All vibration is aligned with the harmony of the electromagnetic spectrum. The mathematics that describe the radiation of energy throughout the vast spectrum of vibration of the universe is the Golden Spiral. Every level of macrocosm and microcosm of vibration is attuned to the harmony of the one singer.

The ancient rishis (seers) purified their bodies and concentrated their minds. They communed with the intelligence of the cosmic being through prayer and devotion. They actualized micro clairvoyant powers (siddhi) in which they directly experienced the fundamental forces of creation. They witnessed “spirals, within, spirals, within spirals . . . ” as they described the vibratory nature of energy. They described the gunas, the fundamental modes of nature, which they likened to a rope spun of three threads. Centrifugal and centripetal spiraling around an unchanging core. Spiraling through all vibration are a balance of centrifugal and centripetal currents fractally emanating from an infinite core. These forces radiate from the core, universally, in the proportional harmonics defined by the Golden Spiral.5

Like wheels within wheels, fields undulate within fields in the universal
electromagnetic process of centrifugal and centripetal forces. All energy in creation vibrates as a Logarithmic Spiral.6

Undulating through every spiral of periodicity in creation is the profound balance of the universal breath of ascending and descending currents of yang and yin, expansion and contraction, Fire and Water...
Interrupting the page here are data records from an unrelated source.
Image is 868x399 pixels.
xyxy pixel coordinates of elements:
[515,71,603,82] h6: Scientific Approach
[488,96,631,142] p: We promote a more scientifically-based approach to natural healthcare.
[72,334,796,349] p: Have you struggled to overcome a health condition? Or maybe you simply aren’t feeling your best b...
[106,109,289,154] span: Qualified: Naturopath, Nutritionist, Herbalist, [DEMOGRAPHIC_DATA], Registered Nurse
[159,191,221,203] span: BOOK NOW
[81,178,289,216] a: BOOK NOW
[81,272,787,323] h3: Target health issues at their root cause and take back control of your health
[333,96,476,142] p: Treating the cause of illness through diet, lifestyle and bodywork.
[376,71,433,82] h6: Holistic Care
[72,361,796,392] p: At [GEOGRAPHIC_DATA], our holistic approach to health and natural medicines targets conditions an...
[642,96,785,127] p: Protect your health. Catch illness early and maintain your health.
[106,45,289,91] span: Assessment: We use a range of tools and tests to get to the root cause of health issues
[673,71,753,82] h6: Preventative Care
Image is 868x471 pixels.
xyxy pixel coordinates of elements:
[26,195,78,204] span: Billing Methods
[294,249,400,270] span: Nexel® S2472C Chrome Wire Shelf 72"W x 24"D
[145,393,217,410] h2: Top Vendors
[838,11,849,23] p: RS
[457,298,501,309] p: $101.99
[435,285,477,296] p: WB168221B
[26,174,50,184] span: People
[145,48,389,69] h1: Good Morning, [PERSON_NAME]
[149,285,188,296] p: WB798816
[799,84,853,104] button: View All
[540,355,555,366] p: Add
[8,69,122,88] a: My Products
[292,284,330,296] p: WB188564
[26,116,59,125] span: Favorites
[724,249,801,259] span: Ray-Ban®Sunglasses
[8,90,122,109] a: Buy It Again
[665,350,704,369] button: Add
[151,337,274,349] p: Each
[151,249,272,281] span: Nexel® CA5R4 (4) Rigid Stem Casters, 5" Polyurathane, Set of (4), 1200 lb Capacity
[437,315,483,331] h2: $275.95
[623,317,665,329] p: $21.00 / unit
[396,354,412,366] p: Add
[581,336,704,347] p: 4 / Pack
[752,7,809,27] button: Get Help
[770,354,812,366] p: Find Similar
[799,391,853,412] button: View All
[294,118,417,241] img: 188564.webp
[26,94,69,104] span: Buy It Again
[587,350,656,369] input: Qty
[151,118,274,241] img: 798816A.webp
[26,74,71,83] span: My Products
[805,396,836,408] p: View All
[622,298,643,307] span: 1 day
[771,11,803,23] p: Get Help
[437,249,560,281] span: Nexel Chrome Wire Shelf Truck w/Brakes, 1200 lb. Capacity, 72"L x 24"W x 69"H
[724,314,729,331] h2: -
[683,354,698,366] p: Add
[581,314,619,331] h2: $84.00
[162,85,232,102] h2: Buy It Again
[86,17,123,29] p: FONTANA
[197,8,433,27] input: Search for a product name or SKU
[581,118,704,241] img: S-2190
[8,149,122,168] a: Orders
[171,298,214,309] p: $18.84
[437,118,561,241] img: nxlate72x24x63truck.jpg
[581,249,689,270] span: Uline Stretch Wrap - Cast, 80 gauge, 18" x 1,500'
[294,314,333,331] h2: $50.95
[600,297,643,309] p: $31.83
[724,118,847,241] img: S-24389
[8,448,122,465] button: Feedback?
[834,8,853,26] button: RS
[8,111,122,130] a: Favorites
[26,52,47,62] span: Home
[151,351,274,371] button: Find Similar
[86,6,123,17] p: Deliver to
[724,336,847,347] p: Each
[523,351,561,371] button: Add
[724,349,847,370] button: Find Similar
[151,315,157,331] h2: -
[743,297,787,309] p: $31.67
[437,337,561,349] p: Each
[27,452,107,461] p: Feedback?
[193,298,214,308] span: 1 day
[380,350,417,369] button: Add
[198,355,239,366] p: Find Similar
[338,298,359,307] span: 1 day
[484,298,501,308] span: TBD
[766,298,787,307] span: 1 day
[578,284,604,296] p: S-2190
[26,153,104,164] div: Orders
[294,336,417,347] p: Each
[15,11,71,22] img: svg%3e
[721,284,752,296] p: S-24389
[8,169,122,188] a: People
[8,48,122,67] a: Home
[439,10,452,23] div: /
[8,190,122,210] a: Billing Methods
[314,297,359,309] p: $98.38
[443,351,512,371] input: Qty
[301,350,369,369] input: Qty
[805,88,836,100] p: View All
I Know You're Hooked So For More:

http://www.weare1.us/Golden_Ratio.html

Please see Bruce Rawles site for more Universal pleasures:

http://www.geometrycode.com/index.shtml

2 comments:

Bruce Rawles said...

Hi: Thanks for sharing my comments! I think you might actually be quoting from another Bruce (in addition to me; it's not obvious from your blog post exactly where your quotes come from, but I like what you wrote! :-)

If you want to link to my tutorial on sacred geometry, you can find it at http://www.GeometryCode.com/sg ... There's LOTS more on the site as well...

Cheers and blessings! :-)

Tara Mars said...

Thank you! I pulled the whole 'article' from Bruce Burger's web site. And thanks for providing the link to your site, I will add that right away...Good to have people like you around to help make sense of the universe. Some of us aren't so mathematically inclined.